My scent memory is pretty slow on the up-tick. I went about tasks with vague memories of Sixties roadtrips in the '54 Chevy. Only when the sun began to set did the ON light on the coffee maker shine its tiny green dot. ON? Oh, no! On all day! That smell is the last half cup of coffee left on the burner for ten hours, slowly changing from liquid to solid. Exactly the smell of "Inn-Room" coffee prepared by three kiddies who have already been jumping on the motel beds for a half hour before they experiment with the instant coffee maker at the Cedar Motel on East "C" Street in McCook, Nebraska.
We didn't always stay at the Cedar Motel even though Granddad was friends with the owner. The windows rattled and whined, and Dad had to push matchbooks into the cracks.
Sometimes we checked into the Red Horse Motel farther east on 6/34. The Red Horse had a pool that was a cross between the Great Salt Lake and Jello, only turquoise. Pool chemicals must have been rocket science in the Sixties. The pool was so saturated with chlorine you floated effortlessly, your swimsuit disintegrated, and your petal latex swimcap turned to goo.
To be fair, we stayed at the Chief Motel on B Street (6/34) for the big fiftieth anniversary reunion for Fred and Effa Dale. The trauma of playing a piano piece for all my relatives wiped out any warm, boiled-on coffee scents. Occasionally we stayed at the very viscous Melkus Motel, probably the nicest of the bunch in 69001.
Soaking my Mr. Coffee carafe. Playing poison dart gun with those hollow brown plastic stir sticks and the powdered creamer packets.
2 comments:
Staying in a motel was one of the grand delights of childhood. This lasted into my adulthood for a surprisingly long time, perhaps because of the rarity. But I haven't been so fond of the experience recently, which I suppose is a form of disillusionment. And age.
I agree, Seana. The thrill is pretty much gone.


(EXERCISE REQUIREMENTS): Could you transcribe every record below exactly, leaving out any pictures?

(STUDY MATERIAL):
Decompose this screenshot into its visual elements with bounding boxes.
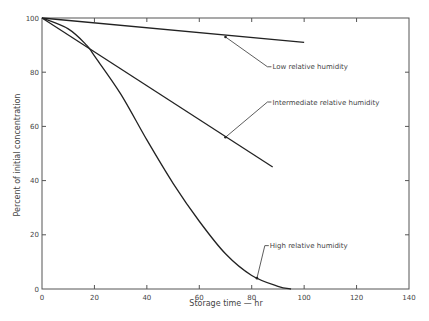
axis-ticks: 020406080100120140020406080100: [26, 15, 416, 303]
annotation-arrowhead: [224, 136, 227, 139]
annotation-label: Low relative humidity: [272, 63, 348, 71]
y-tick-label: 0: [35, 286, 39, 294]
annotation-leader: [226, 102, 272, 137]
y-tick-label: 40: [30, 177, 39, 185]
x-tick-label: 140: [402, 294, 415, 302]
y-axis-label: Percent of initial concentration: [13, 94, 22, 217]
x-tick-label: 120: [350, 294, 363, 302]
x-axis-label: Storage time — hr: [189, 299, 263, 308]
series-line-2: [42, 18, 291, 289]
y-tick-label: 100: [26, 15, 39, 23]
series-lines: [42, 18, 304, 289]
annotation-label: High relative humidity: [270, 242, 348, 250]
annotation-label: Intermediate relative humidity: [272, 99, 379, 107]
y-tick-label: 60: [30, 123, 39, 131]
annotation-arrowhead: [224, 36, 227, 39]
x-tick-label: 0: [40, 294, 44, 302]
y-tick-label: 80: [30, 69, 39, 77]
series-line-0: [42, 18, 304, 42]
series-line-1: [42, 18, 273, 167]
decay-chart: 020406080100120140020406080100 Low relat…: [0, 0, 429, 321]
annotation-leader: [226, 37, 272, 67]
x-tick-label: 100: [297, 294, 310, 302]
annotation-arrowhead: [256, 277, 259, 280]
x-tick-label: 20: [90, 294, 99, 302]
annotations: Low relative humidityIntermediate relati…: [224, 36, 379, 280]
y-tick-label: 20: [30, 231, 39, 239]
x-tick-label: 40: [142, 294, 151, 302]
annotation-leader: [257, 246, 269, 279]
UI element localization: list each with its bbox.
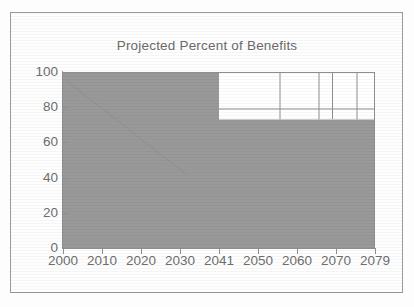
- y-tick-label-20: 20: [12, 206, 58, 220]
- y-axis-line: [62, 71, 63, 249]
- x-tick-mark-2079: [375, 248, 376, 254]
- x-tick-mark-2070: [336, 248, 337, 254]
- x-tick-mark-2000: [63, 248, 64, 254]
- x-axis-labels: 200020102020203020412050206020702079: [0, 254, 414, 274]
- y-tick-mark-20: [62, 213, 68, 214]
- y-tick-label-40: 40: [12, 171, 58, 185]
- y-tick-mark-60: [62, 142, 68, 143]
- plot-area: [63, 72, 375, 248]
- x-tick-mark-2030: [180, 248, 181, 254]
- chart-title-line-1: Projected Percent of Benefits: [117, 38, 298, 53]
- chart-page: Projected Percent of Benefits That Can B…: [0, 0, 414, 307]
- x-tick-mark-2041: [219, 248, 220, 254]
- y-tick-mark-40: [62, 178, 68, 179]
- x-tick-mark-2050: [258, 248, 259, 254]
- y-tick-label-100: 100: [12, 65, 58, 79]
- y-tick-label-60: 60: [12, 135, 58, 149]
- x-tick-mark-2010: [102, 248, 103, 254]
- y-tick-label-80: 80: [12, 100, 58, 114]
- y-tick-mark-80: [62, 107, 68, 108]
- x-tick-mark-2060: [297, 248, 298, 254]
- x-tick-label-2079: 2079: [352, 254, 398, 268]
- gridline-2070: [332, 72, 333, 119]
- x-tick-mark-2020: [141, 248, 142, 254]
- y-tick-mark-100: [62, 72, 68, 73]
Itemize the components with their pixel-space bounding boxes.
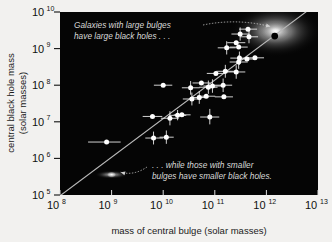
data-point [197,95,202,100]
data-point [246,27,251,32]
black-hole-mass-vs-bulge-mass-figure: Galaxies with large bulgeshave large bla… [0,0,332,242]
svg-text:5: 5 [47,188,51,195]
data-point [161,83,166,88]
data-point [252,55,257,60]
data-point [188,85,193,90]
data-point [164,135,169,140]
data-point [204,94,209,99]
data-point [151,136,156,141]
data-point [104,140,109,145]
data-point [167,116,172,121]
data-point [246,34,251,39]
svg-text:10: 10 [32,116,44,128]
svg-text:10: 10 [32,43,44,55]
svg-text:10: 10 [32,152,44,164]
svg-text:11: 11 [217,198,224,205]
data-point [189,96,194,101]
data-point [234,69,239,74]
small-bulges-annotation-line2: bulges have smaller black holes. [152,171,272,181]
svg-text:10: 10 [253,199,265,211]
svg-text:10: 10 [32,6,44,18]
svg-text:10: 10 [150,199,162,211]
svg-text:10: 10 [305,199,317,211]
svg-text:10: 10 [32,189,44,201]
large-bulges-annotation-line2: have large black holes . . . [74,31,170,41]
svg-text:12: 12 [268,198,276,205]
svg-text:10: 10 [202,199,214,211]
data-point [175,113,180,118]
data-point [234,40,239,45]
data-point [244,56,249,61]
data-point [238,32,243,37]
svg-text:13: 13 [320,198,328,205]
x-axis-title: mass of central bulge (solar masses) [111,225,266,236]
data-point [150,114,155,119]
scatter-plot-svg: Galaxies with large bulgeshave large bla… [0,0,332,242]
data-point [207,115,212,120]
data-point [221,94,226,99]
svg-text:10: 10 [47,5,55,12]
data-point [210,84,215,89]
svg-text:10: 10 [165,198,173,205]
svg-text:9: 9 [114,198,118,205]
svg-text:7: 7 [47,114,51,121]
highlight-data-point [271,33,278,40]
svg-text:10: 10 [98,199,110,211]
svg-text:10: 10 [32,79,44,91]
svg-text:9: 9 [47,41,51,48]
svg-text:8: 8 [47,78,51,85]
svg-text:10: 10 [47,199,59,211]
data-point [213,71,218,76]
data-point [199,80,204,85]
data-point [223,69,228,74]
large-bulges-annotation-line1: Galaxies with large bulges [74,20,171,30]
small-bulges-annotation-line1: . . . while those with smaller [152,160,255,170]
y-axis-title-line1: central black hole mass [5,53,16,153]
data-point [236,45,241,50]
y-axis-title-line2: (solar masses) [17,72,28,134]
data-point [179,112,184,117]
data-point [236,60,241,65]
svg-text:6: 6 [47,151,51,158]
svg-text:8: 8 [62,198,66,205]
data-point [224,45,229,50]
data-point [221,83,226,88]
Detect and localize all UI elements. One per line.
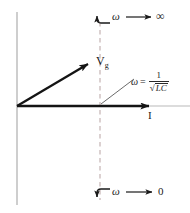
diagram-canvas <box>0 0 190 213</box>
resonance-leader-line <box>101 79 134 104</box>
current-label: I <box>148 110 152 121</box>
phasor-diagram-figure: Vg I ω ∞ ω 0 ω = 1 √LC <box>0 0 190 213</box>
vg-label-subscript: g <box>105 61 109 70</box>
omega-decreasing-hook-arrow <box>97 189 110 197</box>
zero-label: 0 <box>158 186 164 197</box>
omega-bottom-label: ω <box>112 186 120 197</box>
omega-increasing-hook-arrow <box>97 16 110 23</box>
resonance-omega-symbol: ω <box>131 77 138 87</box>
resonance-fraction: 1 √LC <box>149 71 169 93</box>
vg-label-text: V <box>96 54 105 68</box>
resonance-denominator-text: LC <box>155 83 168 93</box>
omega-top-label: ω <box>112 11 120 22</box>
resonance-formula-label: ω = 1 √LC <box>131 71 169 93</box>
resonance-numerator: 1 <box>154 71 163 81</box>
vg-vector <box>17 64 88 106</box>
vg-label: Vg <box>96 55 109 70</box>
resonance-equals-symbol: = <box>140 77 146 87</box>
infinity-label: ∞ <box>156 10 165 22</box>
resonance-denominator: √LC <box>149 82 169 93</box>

(EXERCISE ANSWER):
Decompose this screenshot into its visual elements with bounding boxes.
axis-ticks: 020406080100120140020406080100: [26, 15, 416, 303]
annotation-arrowhead: [224, 136, 227, 139]
annotation-label: Low relative humidity: [272, 63, 348, 71]
y-tick-label: 0: [35, 286, 39, 294]
annotation-leader: [226, 102, 272, 137]
y-tick-label: 40: [30, 177, 39, 185]
x-tick-label: 140: [402, 294, 415, 302]
y-axis-label: Percent of initial concentration: [13, 94, 22, 217]
x-tick-label: 120: [350, 294, 363, 302]
x-axis-label: Storage time — hr: [189, 299, 263, 308]
series-line-2: [42, 18, 291, 289]
y-tick-label: 100: [26, 15, 39, 23]
series-lines: [42, 18, 304, 289]
annotation-label: High relative humidity: [270, 242, 348, 250]
annotation-label: Intermediate relative humidity: [272, 99, 379, 107]
y-tick-label: 60: [30, 123, 39, 131]
annotation-arrowhead: [224, 36, 227, 39]
x-tick-label: 0: [40, 294, 44, 302]
y-tick-label: 80: [30, 69, 39, 77]
series-line-0: [42, 18, 304, 42]
series-line-1: [42, 18, 273, 167]
decay-chart: 020406080100120140020406080100 Low relat…: [0, 0, 429, 321]
annotation-leader: [226, 37, 272, 67]
x-tick-label: 100: [297, 294, 310, 302]
annotation-arrowhead: [256, 277, 259, 280]
x-tick-label: 20: [90, 294, 99, 302]
annotations: Low relative humidityIntermediate relati…: [224, 36, 379, 280]
y-tick-label: 20: [30, 231, 39, 239]
x-tick-label: 40: [142, 294, 151, 302]
annotation-leader: [257, 246, 269, 279]
UI element localization: list each with its bbox.
- y-tick-label-20: 20: [12, 206, 58, 220]
- y-axis-line: [62, 71, 63, 249]
- x-tick-mark-2079: [375, 248, 376, 254]
- x-tick-mark-2070: [336, 248, 337, 254]
- x-tick-mark-2000: [63, 248, 64, 254]
- x-axis-labels: 200020102020203020412050206020702079: [0, 254, 414, 274]
- y-tick-mark-20: [62, 213, 68, 214]
- y-tick-label-40: 40: [12, 171, 58, 185]
- y-tick-mark-60: [62, 142, 68, 143]
- plot-area: [63, 72, 375, 248]
- x-tick-mark-2030: [180, 248, 181, 254]
- chart-title-line-1: Projected Percent of Benefits: [117, 38, 298, 53]
- chart-page: Projected Percent of Benefits That Can B…: [0, 0, 414, 307]
- x-tick-mark-2041: [219, 248, 220, 254]
- y-tick-mark-40: [62, 178, 68, 179]
- x-tick-mark-2050: [258, 248, 259, 254]
- y-tick-label-100: 100: [12, 65, 58, 79]
- y-tick-label-60: 60: [12, 135, 58, 149]
- x-tick-mark-2010: [102, 248, 103, 254]
- y-tick-label-80: 80: [12, 100, 58, 114]
- y-tick-mark-80: [62, 107, 68, 108]
- x-tick-mark-2060: [297, 248, 298, 254]
- x-tick-label-2079: 2079: [352, 254, 398, 268]
- gridline-2070: [332, 72, 333, 119]
- x-tick-mark-2020: [141, 248, 142, 254]
- y-tick-mark-100: [62, 72, 68, 73]
Itemize the components with their pixel-space bounding boxes.
data-point [197,95,202,100]
data-point [246,27,251,32]
black-hole-mass-vs-bulge-mass-figure: Galaxies with large bulgeshave large bla… [0,0,332,242]
svg-text:5: 5 [47,188,51,195]
data-point [161,83,166,88]
data-point [252,55,257,60]
data-point [188,85,193,90]
data-point [164,135,169,140]
data-point [204,94,209,99]
data-point [151,136,156,141]
data-point [104,140,109,145]
data-point [167,116,172,121]
data-point [246,34,251,39]
svg-text:10: 10 [32,116,44,128]
svg-text:10: 10 [32,43,44,55]
svg-text:10: 10 [32,152,44,164]
svg-text:11: 11 [217,198,224,205]
data-point [189,96,194,101]
data-point [234,69,239,74]
small-bulges-annotation-line2: bulges have smaller black holes. [152,171,272,181]
svg-text:10: 10 [253,199,265,211]
svg-text:10: 10 [32,6,44,18]
svg-text:10: 10 [150,199,162,211]
svg-text:10: 10 [305,199,317,211]
svg-text:10: 10 [32,189,44,201]
large-bulges-annotation-line2: have large black holes . . . [74,31,170,41]
svg-text:12: 12 [268,198,276,205]
svg-text:10: 10 [202,199,214,211]
data-point [175,113,180,118]
data-point [234,40,239,45]
data-point [244,56,249,61]
data-point [238,32,243,37]
svg-text:13: 13 [320,198,328,205]
x-axis-title: mass of central bulge (solar masses) [111,225,266,236]
data-point [150,114,155,119]
scatter-plot-svg: Galaxies with large bulgeshave large bla… [0,0,332,242]
data-point [207,115,212,120]
data-point [221,94,226,99]
svg-text:10: 10 [47,5,55,12]
data-point [210,84,215,89]
svg-text:10: 10 [165,198,173,205]
svg-text:9: 9 [114,198,118,205]
svg-text:7: 7 [47,114,51,121]
highlight-data-point [271,33,278,40]
svg-text:10: 10 [98,199,110,211]
svg-text:10: 10 [32,79,44,91]
svg-text:9: 9 [47,41,51,48]
svg-text:8: 8 [47,78,51,85]
svg-text:10: 10 [47,199,59,211]
data-point [213,71,218,76]
data-point [199,80,204,85]
data-point [223,69,228,74]
large-bulges-annotation-line1: Galaxies with large bulges [74,20,171,30]
small-bulges-annotation-line1: . . . while those with smaller [152,160,255,170]
y-axis-title-line1: central black hole mass [5,53,16,153]
data-point [236,45,241,50]
y-axis-title-line2: (solar masses) [17,72,28,134]
data-point [179,112,184,117]
data-point [236,60,241,65]
svg-text:6: 6 [47,151,51,158]
svg-text:8: 8 [62,198,66,205]
data-point [224,45,229,50]
data-point [221,83,226,88]
Detect and localize all UI elements. One per line.
diagram-canvas <box>0 0 190 213</box>
resonance-leader-line <box>101 79 134 104</box>
current-label: I <box>148 110 152 121</box>
phasor-diagram-figure: Vg I ω ∞ ω 0 ω = 1 √LC <box>0 0 190 213</box>
vg-label-subscript: g <box>105 61 109 70</box>
omega-decreasing-hook-arrow <box>97 189 110 197</box>
zero-label: 0 <box>158 186 164 197</box>
omega-bottom-label: ω <box>112 186 120 197</box>
omega-increasing-hook-arrow <box>97 16 110 23</box>
resonance-omega-symbol: ω <box>131 77 138 87</box>
resonance-fraction: 1 √LC <box>149 71 169 93</box>
vg-label-text: V <box>96 54 105 68</box>
resonance-denominator-text: LC <box>155 83 168 93</box>
omega-top-label: ω <box>112 11 120 22</box>
resonance-formula-label: ω = 1 √LC <box>131 71 169 93</box>
resonance-numerator: 1 <box>154 71 163 81</box>
vg-vector <box>17 64 88 106</box>
vg-label: Vg <box>96 55 109 70</box>
resonance-equals-symbol: = <box>140 77 146 87</box>
infinity-label: ∞ <box>156 10 165 22</box>
resonance-denominator: √LC <box>149 82 169 93</box>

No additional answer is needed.